We're proving that electricity and magnetism are essentially two manifestations of the same underlying phenomenon by using the toy example of a positive charge moving parallel to an infinitely long current carrying wire.
I'm having trouble understanding why the line density of the positive ions and electrons in the wire changes between the laboratory frames and the rest frame of the test charge to yield a net electric field in the rest frame.
In the laboratory frame (O), the positive ions have line density $\lambda_0 $ and velocity $\mathbf{v} = 0$ and the electrons have a line density $-\lambda_0 $ and velocity $\mathbf{v} = -v_o$, so the net current is $I = \lambda_0v_0$, and the net charge on the wire is $Q = 0$. I think the simplest case would be if the test charge has velocity $\mathbf{v} = -v_o$. So it is clear that the test charge experiences a force due to the magnetic field produced by the current in the Lab frame.
My problem comes about when we move to the test charge's rest frame. The lecture notes say that length contraction increases the line density of the positive ions to $\lambda_+ = \gamma \lambda_0 $ and decreases the line density of the electrons to $\lambda_- = \frac{\lambda_0}{\gamma} $ to yield a net positive charge and an electric field around the wire. But I can't see how this comes about - I thought charge was a relativistic invariant? How did we 'create' charge by moving from one reference frame to another? I can't see why length contraction affects the line density of the charge carriers and why the positive ions' line density increase and the electrons' decrease.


• Aim of the exercise
Please reproduce all of the lines below, word for word and in full.

• Raw data
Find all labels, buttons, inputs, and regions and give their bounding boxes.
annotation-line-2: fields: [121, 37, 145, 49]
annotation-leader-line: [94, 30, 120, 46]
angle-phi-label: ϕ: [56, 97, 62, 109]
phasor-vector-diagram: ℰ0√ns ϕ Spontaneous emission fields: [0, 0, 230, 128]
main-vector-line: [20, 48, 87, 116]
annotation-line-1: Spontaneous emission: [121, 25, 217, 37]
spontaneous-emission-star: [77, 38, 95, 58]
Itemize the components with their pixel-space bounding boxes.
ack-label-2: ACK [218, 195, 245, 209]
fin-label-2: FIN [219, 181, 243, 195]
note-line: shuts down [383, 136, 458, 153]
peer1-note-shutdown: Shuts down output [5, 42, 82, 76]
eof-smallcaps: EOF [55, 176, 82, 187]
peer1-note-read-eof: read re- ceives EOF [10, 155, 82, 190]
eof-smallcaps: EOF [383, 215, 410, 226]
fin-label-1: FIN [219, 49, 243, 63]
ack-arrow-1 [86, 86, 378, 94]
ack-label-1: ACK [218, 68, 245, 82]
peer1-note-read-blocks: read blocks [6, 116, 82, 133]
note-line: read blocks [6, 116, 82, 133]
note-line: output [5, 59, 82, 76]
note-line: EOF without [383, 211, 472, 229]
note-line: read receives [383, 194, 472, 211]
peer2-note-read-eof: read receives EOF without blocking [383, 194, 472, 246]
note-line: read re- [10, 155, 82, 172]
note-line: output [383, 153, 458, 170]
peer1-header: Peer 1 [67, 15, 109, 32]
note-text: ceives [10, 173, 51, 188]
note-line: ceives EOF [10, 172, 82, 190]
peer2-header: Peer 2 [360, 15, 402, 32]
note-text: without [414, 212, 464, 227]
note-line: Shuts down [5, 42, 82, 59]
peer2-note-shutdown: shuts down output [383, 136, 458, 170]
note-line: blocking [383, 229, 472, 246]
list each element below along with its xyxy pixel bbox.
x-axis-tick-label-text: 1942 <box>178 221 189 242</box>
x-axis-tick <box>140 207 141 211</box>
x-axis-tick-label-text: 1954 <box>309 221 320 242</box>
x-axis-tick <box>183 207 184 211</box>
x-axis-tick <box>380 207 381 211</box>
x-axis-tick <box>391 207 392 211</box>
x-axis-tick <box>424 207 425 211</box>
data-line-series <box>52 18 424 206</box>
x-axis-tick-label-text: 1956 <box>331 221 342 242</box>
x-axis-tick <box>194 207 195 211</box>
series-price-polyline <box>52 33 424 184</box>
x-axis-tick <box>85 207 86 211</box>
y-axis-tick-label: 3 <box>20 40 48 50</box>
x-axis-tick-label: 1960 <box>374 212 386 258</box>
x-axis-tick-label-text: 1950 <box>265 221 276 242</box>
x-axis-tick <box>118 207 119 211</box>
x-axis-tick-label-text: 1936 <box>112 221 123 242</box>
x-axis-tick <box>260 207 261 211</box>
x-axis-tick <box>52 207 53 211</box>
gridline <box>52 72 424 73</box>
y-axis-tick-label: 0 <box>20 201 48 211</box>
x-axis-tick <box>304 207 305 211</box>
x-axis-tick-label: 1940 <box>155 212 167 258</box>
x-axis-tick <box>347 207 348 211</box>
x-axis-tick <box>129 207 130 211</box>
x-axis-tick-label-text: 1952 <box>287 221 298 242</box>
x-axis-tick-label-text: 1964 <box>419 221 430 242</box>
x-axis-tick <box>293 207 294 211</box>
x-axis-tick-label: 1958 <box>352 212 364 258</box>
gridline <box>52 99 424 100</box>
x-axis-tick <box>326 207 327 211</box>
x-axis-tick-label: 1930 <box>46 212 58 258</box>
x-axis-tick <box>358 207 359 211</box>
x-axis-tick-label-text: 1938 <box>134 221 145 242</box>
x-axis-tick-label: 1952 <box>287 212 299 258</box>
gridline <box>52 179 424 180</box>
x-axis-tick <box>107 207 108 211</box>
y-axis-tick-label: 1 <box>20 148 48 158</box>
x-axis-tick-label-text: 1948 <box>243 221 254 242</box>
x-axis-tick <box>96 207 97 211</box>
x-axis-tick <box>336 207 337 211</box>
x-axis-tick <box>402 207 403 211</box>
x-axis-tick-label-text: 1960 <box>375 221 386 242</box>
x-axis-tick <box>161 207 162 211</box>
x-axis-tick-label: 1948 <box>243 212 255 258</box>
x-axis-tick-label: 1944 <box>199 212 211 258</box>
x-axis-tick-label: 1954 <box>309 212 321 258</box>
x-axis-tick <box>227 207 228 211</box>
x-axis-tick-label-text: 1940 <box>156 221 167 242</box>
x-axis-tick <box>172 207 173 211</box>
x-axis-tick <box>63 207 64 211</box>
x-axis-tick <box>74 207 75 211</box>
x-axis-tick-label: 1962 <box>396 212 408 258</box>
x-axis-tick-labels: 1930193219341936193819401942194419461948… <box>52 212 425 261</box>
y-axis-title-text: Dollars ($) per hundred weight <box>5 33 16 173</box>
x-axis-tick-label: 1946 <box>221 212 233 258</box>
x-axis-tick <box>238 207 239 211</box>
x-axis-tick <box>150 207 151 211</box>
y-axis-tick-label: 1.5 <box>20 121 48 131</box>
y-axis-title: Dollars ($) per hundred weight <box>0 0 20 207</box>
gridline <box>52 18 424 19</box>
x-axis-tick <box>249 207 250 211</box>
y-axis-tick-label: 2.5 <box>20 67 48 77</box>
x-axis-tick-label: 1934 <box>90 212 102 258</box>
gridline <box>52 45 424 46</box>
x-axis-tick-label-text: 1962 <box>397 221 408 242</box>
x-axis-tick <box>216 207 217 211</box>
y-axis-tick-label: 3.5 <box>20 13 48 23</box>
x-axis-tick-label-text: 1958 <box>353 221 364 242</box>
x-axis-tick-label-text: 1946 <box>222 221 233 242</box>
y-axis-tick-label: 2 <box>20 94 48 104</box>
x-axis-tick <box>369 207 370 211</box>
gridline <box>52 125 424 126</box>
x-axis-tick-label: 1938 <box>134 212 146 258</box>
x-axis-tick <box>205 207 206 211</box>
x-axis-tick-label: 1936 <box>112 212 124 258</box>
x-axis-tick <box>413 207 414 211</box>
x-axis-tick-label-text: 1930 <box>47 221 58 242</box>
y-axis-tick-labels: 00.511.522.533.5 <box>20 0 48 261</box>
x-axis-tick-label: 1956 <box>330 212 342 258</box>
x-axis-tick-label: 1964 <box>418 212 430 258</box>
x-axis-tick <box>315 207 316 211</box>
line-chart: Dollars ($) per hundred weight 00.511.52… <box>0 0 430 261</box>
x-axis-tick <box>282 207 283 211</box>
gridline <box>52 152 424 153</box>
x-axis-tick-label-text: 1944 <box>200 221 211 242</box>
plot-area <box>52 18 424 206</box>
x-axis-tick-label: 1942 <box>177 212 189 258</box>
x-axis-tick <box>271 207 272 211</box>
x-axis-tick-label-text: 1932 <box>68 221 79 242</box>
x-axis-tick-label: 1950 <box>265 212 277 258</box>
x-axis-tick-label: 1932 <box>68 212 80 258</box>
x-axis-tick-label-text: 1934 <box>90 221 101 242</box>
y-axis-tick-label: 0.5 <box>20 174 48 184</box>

• Result of the task
Find all labels, buttons, inputs, and regions and give their bounding boxes.
annotation-line-2: fields: [121, 37, 145, 49]
annotation-leader-line: [94, 30, 120, 46]
angle-phi-label: ϕ: [56, 97, 62, 109]
phasor-vector-diagram: ℰ0√ns ϕ Spontaneous emission fields: [0, 0, 230, 128]
main-vector-line: [20, 48, 87, 116]
annotation-line-1: Spontaneous emission: [121, 25, 217, 37]
spontaneous-emission-star: [77, 38, 95, 58]
Itemize the components with their pixel-space bounding boxes.
ack-label-2: ACK [218, 195, 245, 209]
fin-label-2: FIN [219, 181, 243, 195]
note-line: shuts down [383, 136, 458, 153]
peer1-note-shutdown: Shuts down output [5, 42, 82, 76]
eof-smallcaps: EOF [55, 176, 82, 187]
peer1-note-read-eof: read re- ceives EOF [10, 155, 82, 190]
eof-smallcaps: EOF [383, 215, 410, 226]
fin-label-1: FIN [219, 49, 243, 63]
ack-arrow-1 [86, 86, 378, 94]
ack-label-1: ACK [218, 68, 245, 82]
peer1-note-read-blocks: read blocks [6, 116, 82, 133]
note-line: read blocks [6, 116, 82, 133]
note-line: output [5, 59, 82, 76]
note-line: EOF without [383, 211, 472, 229]
note-line: read receives [383, 194, 472, 211]
peer2-note-read-eof: read receives EOF without blocking [383, 194, 472, 246]
note-line: read re- [10, 155, 82, 172]
note-line: output [383, 153, 458, 170]
peer1-header: Peer 1 [67, 15, 109, 32]
note-text: ceives [10, 173, 51, 188]
note-line: ceives EOF [10, 172, 82, 190]
peer2-header: Peer 2 [360, 15, 402, 32]
note-text: without [414, 212, 464, 227]
note-line: Shuts down [5, 42, 82, 59]
peer2-note-shutdown: shuts down output [383, 136, 458, 170]
note-line: blocking [383, 229, 472, 246]
list each element below along with its xyxy pixel bbox.
x-axis-tick-label-text: 1942 <box>178 221 189 242</box>
x-axis-tick <box>140 207 141 211</box>
x-axis-tick-label-text: 1954 <box>309 221 320 242</box>
x-axis-tick <box>183 207 184 211</box>
x-axis-tick <box>380 207 381 211</box>
x-axis-tick <box>391 207 392 211</box>
x-axis-tick <box>424 207 425 211</box>
data-line-series <box>52 18 424 206</box>
x-axis-tick-label-text: 1956 <box>331 221 342 242</box>
x-axis-tick <box>194 207 195 211</box>
series-price-polyline <box>52 33 424 184</box>
x-axis-tick <box>85 207 86 211</box>
y-axis-tick-label: 3 <box>20 40 48 50</box>
x-axis-tick-label: 1960 <box>374 212 386 258</box>
x-axis-tick-label-text: 1950 <box>265 221 276 242</box>
x-axis-tick <box>118 207 119 211</box>
x-axis-tick-label-text: 1936 <box>112 221 123 242</box>
x-axis-tick <box>260 207 261 211</box>
x-axis-tick <box>52 207 53 211</box>
gridline <box>52 72 424 73</box>
y-axis-tick-label: 0 <box>20 201 48 211</box>
x-axis-tick <box>304 207 305 211</box>
x-axis-tick-label: 1940 <box>155 212 167 258</box>
x-axis-tick <box>347 207 348 211</box>
x-axis-tick <box>129 207 130 211</box>
x-axis-tick-label-text: 1952 <box>287 221 298 242</box>
x-axis-tick-label-text: 1964 <box>419 221 430 242</box>
x-axis-tick <box>293 207 294 211</box>
x-axis-tick-label: 1958 <box>352 212 364 258</box>
gridline <box>52 99 424 100</box>
x-axis-tick <box>326 207 327 211</box>
x-axis-tick-label: 1930 <box>46 212 58 258</box>
x-axis-tick <box>358 207 359 211</box>
x-axis-tick-label-text: 1938 <box>134 221 145 242</box>
x-axis-tick-label: 1952 <box>287 212 299 258</box>
gridline <box>52 179 424 180</box>
x-axis-tick <box>107 207 108 211</box>
y-axis-tick-label: 1 <box>20 148 48 158</box>
x-axis-tick-label-text: 1948 <box>243 221 254 242</box>
x-axis-tick <box>96 207 97 211</box>
x-axis-tick <box>336 207 337 211</box>
x-axis-tick <box>402 207 403 211</box>
x-axis-tick-label-text: 1960 <box>375 221 386 242</box>
x-axis-tick <box>161 207 162 211</box>
x-axis-tick-label: 1948 <box>243 212 255 258</box>
x-axis-tick-label: 1944 <box>199 212 211 258</box>
x-axis-tick-label: 1954 <box>309 212 321 258</box>
x-axis-tick <box>227 207 228 211</box>
x-axis-tick-label-text: 1940 <box>156 221 167 242</box>
x-axis-tick <box>172 207 173 211</box>
x-axis-tick <box>63 207 64 211</box>
x-axis-tick <box>74 207 75 211</box>
x-axis-tick-label: 1962 <box>396 212 408 258</box>
x-axis-tick-labels: 1930193219341936193819401942194419461948… <box>52 212 425 261</box>
y-axis-title-text: Dollars ($) per hundred weight <box>5 33 16 173</box>
x-axis-tick-label: 1946 <box>221 212 233 258</box>
x-axis-tick <box>238 207 239 211</box>
x-axis-tick <box>150 207 151 211</box>
y-axis-tick-label: 1.5 <box>20 121 48 131</box>
y-axis-title: Dollars ($) per hundred weight <box>0 0 20 207</box>
gridline <box>52 18 424 19</box>
x-axis-tick <box>249 207 250 211</box>
y-axis-tick-label: 2.5 <box>20 67 48 77</box>
x-axis-tick-label: 1934 <box>90 212 102 258</box>
gridline <box>52 45 424 46</box>
x-axis-tick-label-text: 1962 <box>397 221 408 242</box>
x-axis-tick <box>216 207 217 211</box>
y-axis-tick-label: 3.5 <box>20 13 48 23</box>
x-axis-tick-label-text: 1958 <box>353 221 364 242</box>
x-axis-tick-label-text: 1946 <box>222 221 233 242</box>
y-axis-tick-label: 2 <box>20 94 48 104</box>
x-axis-tick <box>369 207 370 211</box>
gridline <box>52 125 424 126</box>
x-axis-tick-label: 1938 <box>134 212 146 258</box>
x-axis-tick <box>205 207 206 211</box>
x-axis-tick-label: 1936 <box>112 212 124 258</box>
x-axis-tick <box>413 207 414 211</box>
x-axis-tick-label-text: 1930 <box>47 221 58 242</box>
y-axis-tick-labels: 00.511.522.533.5 <box>20 0 48 261</box>
x-axis-tick-label: 1956 <box>330 212 342 258</box>
x-axis-tick-label: 1964 <box>418 212 430 258</box>
x-axis-tick <box>315 207 316 211</box>
line-chart: Dollars ($) per hundred weight 00.511.52… <box>0 0 430 261</box>
x-axis-tick <box>282 207 283 211</box>
gridline <box>52 152 424 153</box>
x-axis-tick-label-text: 1944 <box>200 221 211 242</box>
plot-area <box>52 18 424 206</box>
x-axis-tick-label: 1942 <box>177 212 189 258</box>
x-axis-tick <box>271 207 272 211</box>
x-axis-tick-label-text: 1932 <box>68 221 79 242</box>
x-axis-tick-label: 1950 <box>265 212 277 258</box>
x-axis-tick-label: 1932 <box>68 212 80 258</box>
x-axis-tick-label-text: 1934 <box>90 221 101 242</box>
y-axis-tick-label: 0.5 <box>20 174 48 184</box>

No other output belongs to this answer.